Paul’s practice encompassed a range of media. She returned time and again to painting and drawing as the backbone of her creative life, but also produced notable experimental film works and wrote poetry, both of which deal with similar themes to her graphic works. Her films are particularly interesting for their insight in to her creative process. Often, Paul chose to shoot scenes that contain little or no movement—tableaux over which her camera roams in close-up, a process of directed looking that corrals and coordinates the viewer’s response to the visual scene. Paul uses the technology of the film camera not to record the movement of objects through space, but to record the movement of the eye: to make us see as she sees, and to immortalise an ephemeral act of looking.
The drawings likewise unique observational acts, preserving the oblique, individual dynamics of the eye as it travels over a scene or around the contours of an object or body. Paul’s drawings and watercolours are almost startling in the “ordinary-ness” of their content. Her choice of subject matter reflects an interest in the everyday, the ephemeral and the overlooked: a view out of a moving vehicle, pieces of a child’s game, a snapshot view of suburban rooftops, and people—people in unguarded moments, at rest, thinking, captured in the private instants of stillness that punctuate the busy flow of day-to-day life.
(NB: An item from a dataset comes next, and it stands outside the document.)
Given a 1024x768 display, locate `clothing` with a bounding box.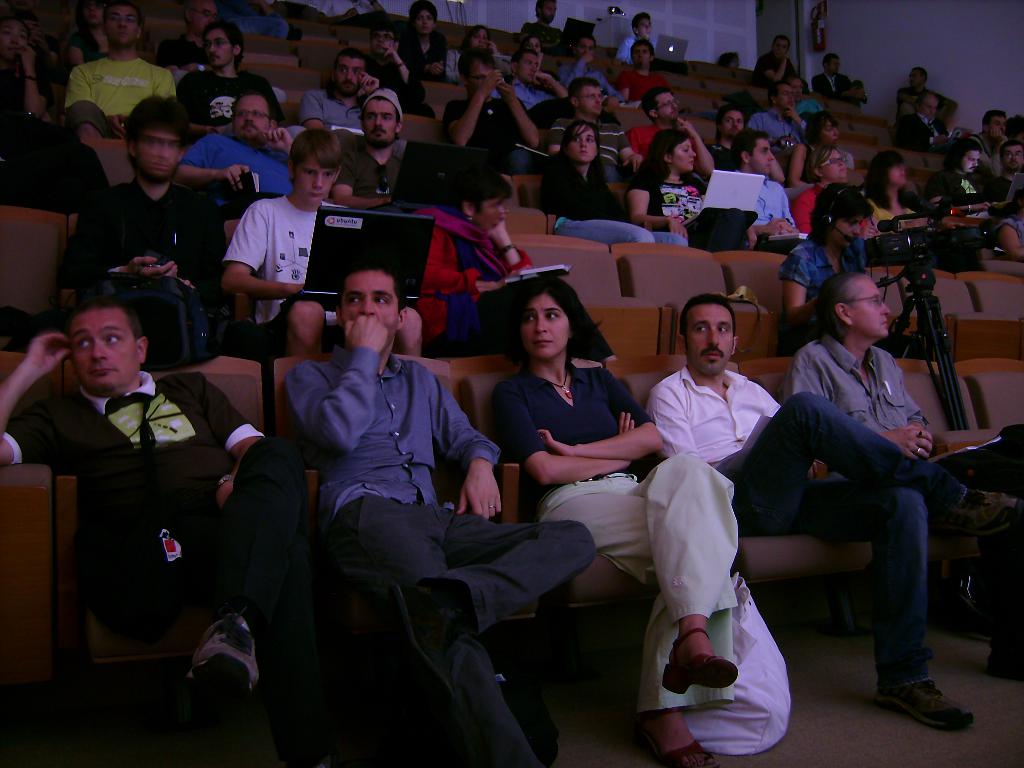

Paul’s technique is similarly focused on mark-making that is tangential and evocative. Her pencil indicates edges, corners, interstices and boundaries, often imparting form and volume to the white space of the paper. Paul’s work is fundamentally observational; it is about the way we see, and how much of the visual field we perceive is taken up with noise, emptiness and uncertainty. As Paul’s work points out, the visual world is rarely neatly framed and compartmentalised—her “snapshot” approach to drawing and painting reflects the reality of human visual perception, and is as notable for what it leaves out as what it includes. These works encourage a type of looking that is contemplative rather than analytical, and emphasises surface, tone and atmosphere.
Paul received a Frances Hodgkins Fellowship in 1983, and the exhibition A Chronology, a survey of her work, was shown at Whanganui’s Sarjeant Gallery in 1989. Paul was also awarded the Rita Angus residency in 1993. However, despite these achievements, her work remains largely unknown to the broader public; she is very much an “artist’s artist,” known for the dedication and rigour with which she pursued her art practice. Paul’s personality was perhaps incompatible with the type of self-promotion often required in order for artists to further their careers, but the quality of her work speaks for itself.
Courtesy of the estate of Joanna Margaret Paul.